Bobby was anxious for me to join him in California, but between the hardest winter in ten years and my father's diminishing future, I couldn't see how I was going to do it. I told him I'd try to complete the unfinished songs, Cassidy among them, at a distance.
On the 18th of February, I was told that my father's demise was imminent and that I would have to get to Salt Lake. Before I could get away, however, I would have to plow snow from enough stackyards to feed the herd for however long I might be gone. I fired up the bulldozer in a dawn so cold it seemed the air might break. I spent a long day in a cloud of whirling ice crystals, hypnotized by the steady 2600 rpm howl of its engine, and, sometime in the afternoon, the repeating chords of Cassidy.
I thought a lot about my father and what we were and had been to one another. I thought about delicately balanced dance of necessary dualities. And for some reason, I started thinking about Neal, four years dead and still charging around America on the hot wheels of legend.
Somewhere in there, the words to Cassidy arrived, complete and intact. I just found myself singing the song as though I'd known it for years.

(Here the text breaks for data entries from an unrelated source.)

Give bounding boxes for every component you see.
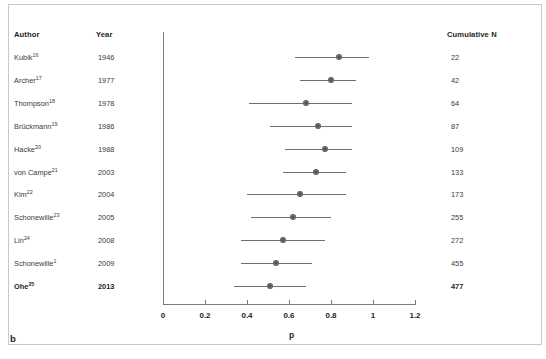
author-name: von Campe: [14, 168, 52, 177]
column-header-author: Author: [14, 30, 39, 39]
author-name: Brückmann: [14, 122, 51, 131]
study-year: 2013: [98, 282, 114, 291]
study-cumulative-n: 22: [451, 53, 459, 62]
study-cumulative-n: 173: [451, 190, 463, 199]
study-year: 2008: [98, 236, 114, 245]
author-name: Ohe: [14, 282, 28, 291]
reference-superscript: 16: [33, 52, 39, 58]
study-year: 1988: [98, 145, 114, 154]
study-author: Ohe25: [14, 282, 34, 291]
reference-superscript: 21: [52, 166, 58, 172]
study-year: 1986: [98, 122, 114, 131]
study-cumulative-n: 272: [451, 236, 463, 245]
study-year: 2005: [98, 213, 114, 222]
study-year: 1946: [98, 53, 114, 62]
study-author: Schonewille23: [14, 213, 59, 222]
author-name: Schonewille: [14, 259, 53, 268]
reference-superscript: 19: [51, 120, 57, 126]
study-cumulative-n: 42: [451, 76, 459, 85]
study-cumulative-n: 133: [451, 168, 463, 177]
study-year: 1978: [98, 99, 114, 108]
study-cumulative-n: 255: [451, 213, 463, 222]
reference-superscript: 20: [35, 143, 41, 149]
study-author: Hacke20: [14, 145, 41, 154]
column-header-cumulative-n: Cumulative N: [447, 30, 497, 39]
study-author: von Campe21: [14, 168, 58, 177]
author-name: Lin: [14, 236, 24, 245]
reference-superscript: 23: [53, 212, 59, 218]
study-author: Kubik16: [14, 53, 39, 62]
study-author: Brückmann19: [14, 122, 57, 131]
study-year: 2003: [98, 168, 114, 177]
study-cumulative-n: 455: [451, 259, 463, 268]
study-cumulative-n: 64: [451, 99, 459, 108]
study-author: Kim22: [14, 190, 33, 199]
author-name: Thompson: [14, 99, 49, 108]
author-name: Archer: [14, 76, 36, 85]
reference-superscript: 1: [53, 258, 56, 264]
reference-superscript: 22: [27, 189, 33, 195]
forest-plot-figure: Author Year Cumulative N Kubik16194622Ar…: [0, 0, 546, 359]
column-header-year: Year: [96, 30, 112, 39]
reference-superscript: 24: [24, 235, 30, 241]
study-author: Lin24: [14, 236, 30, 245]
study-year: 1977: [98, 76, 114, 85]
reference-superscript: 25: [28, 281, 34, 287]
study-year: 2009: [98, 259, 114, 268]
author-name: Kubik: [14, 53, 33, 62]
study-cumulative-n: 87: [451, 122, 459, 131]
study-cumulative-n: 109: [451, 145, 463, 154]
author-name: Schonewille: [14, 213, 53, 222]
study-author: Archer17: [14, 76, 42, 85]
x-axis-label: p: [289, 330, 294, 340]
panel-label: b: [10, 333, 16, 344]
author-name: Kim: [14, 190, 27, 199]
study-year: 2004: [98, 190, 114, 199]
reference-superscript: 17: [36, 74, 42, 80]
study-cumulative-n: 477: [451, 282, 463, 291]
reference-superscript: 18: [49, 97, 55, 103]
study-author: Thompson18: [14, 99, 55, 108]
author-name: Hacke: [14, 145, 35, 154]
study-author: Schonewille1: [14, 259, 56, 268]
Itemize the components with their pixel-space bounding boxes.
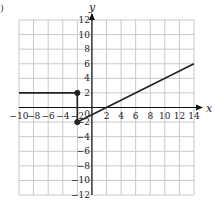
x-tick-label: −10 [10,111,29,121]
x-tick-label: 10 [159,111,171,121]
y-tick-label: −4 [77,132,91,142]
y-tick-label: 2 [84,88,90,98]
x-tick-label: 4 [118,111,124,121]
y-tick-label: 6 [84,59,90,69]
x-tick-label: −6 [42,111,56,121]
filled-endpoint-dot [75,90,80,95]
y-tick-label: 12 [78,15,89,25]
x-tick-label: 12 [174,111,185,121]
y-tick-label: −6 [77,146,91,156]
piecewise-function-graph: xy−10−8−6−4−2246810121412108642−2−4−6−8−… [0,0,215,208]
filled-endpoint-dot [75,119,80,124]
x-tick-label: −8 [27,111,41,121]
x-tick-label: 14 [188,111,200,121]
x-tick-label: 8 [147,111,153,121]
x-tick-label: −4 [56,111,70,121]
x-tick-label: 2 [104,111,110,121]
x-axis-label: x [206,102,213,115]
x-tick-label: 6 [133,111,139,121]
y-tick-label: −10 [71,175,90,185]
y-tick-label: 8 [84,44,90,54]
y-tick-label: −8 [77,161,91,171]
y-tick-label: −12 [71,190,90,200]
y-axis-label: y [88,1,96,14]
y-tick-label: 10 [78,30,90,40]
y-tick-label: 4 [84,73,90,83]
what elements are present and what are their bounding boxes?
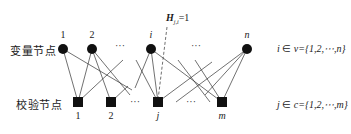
check-node-1: [73, 97, 83, 107]
annotation-dashed-line: [158, 27, 167, 100]
top-ellipsis-2: ···: [191, 40, 201, 51]
variable-node-label-i: i: [150, 29, 153, 40]
edge-annotation-value: =1: [179, 12, 190, 23]
variable-node-n: [242, 44, 252, 54]
check-node-label-1: 1: [76, 110, 81, 121]
variable-set-body: v={1,2,⋯,n}: [294, 43, 346, 54]
bottom-ellipsis-2: ···: [186, 96, 196, 107]
variable-node-label-2: 2: [90, 29, 95, 40]
edge-vn-cm: [222, 49, 247, 102]
variable-node-label-n: n: [245, 29, 250, 40]
edge-v2-partial: [92, 49, 130, 95]
check-node-label-j: j: [157, 110, 160, 121]
variable-set-rel: ∈: [280, 43, 294, 54]
edge-cj-partial: [158, 62, 212, 102]
bottom-ellipsis-1: ···: [130, 96, 140, 107]
check-node-j: [153, 97, 163, 107]
check-set-rel: ∈: [280, 99, 294, 110]
check-node-label-m: m: [218, 110, 225, 121]
edge-annotation: Hj,i=1: [166, 12, 189, 25]
variable-node-i: [146, 44, 156, 54]
check-nodes: [73, 97, 227, 107]
check-nodes-label: 校验节点: [16, 96, 62, 112]
check-set-body: c={1,2,⋯,m}: [294, 99, 348, 110]
variable-nodes-label: 变量节点: [10, 42, 56, 58]
edge-vn-partial-2: [205, 49, 247, 95]
tanner-graph: 变量节点 校验节点 1 2 i n 1 2 j m ··· ··· ··· ··…: [0, 0, 351, 134]
variable-node-2: [87, 44, 97, 54]
check-set-definition: j ∈ c={1,2,⋯,m}: [277, 99, 348, 110]
check-node-2: [106, 97, 116, 107]
variable-node-1: [58, 44, 68, 54]
variable-set-definition: i ∈ v={1,2,⋯,n}: [277, 43, 345, 54]
variable-node-label-1: 1: [61, 29, 66, 40]
edge-v2-c1: [78, 49, 92, 102]
edge-vi-cj: [151, 49, 158, 102]
edge-vi-partial-left: [135, 49, 151, 88]
check-node-m: [217, 97, 227, 107]
top-ellipsis-1: ···: [115, 40, 125, 51]
check-node-label-2: 2: [109, 110, 114, 121]
variable-nodes: [58, 44, 252, 54]
edges: [63, 49, 247, 102]
edge-annotation-symbol: H: [166, 12, 174, 23]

I clanked back to my cabin in the gathering dusk. Alan Trist, an old friend of Bob Hunter's and a new friend of mine, was visiting. He'd been waiting for me there all day. Anxious to depart, I sent him out to nail wind-chinking on the horse barn while I typed up these words and packed. By nightfall, another great storm had arrived. We set out for Salt Lake in it, hoping to arrive there in time to close, one last time, the dark years between me and my father.
Grateful Dead songs are alive. Like other living things, they grow and metamorphose over time. Their music changes a little every time they're played. The words, avidly interpreted and reinterpreted by generations of Deadheads, become accretions of meaning and cultural flavor rather than static assertions of intent. By now, the Deadheads have written this song to a greater extent than I ever did.
The context changes and thus, everything in it. What Cassidy meant to an audience, many of whom had actually known Neal personally, is quite different from what it means to an audience which has largely never heard of the guy.
Some things don't change. People die. Others get born to take their place. Storms cover the land with trouble. And then, always, the sun breaks through again.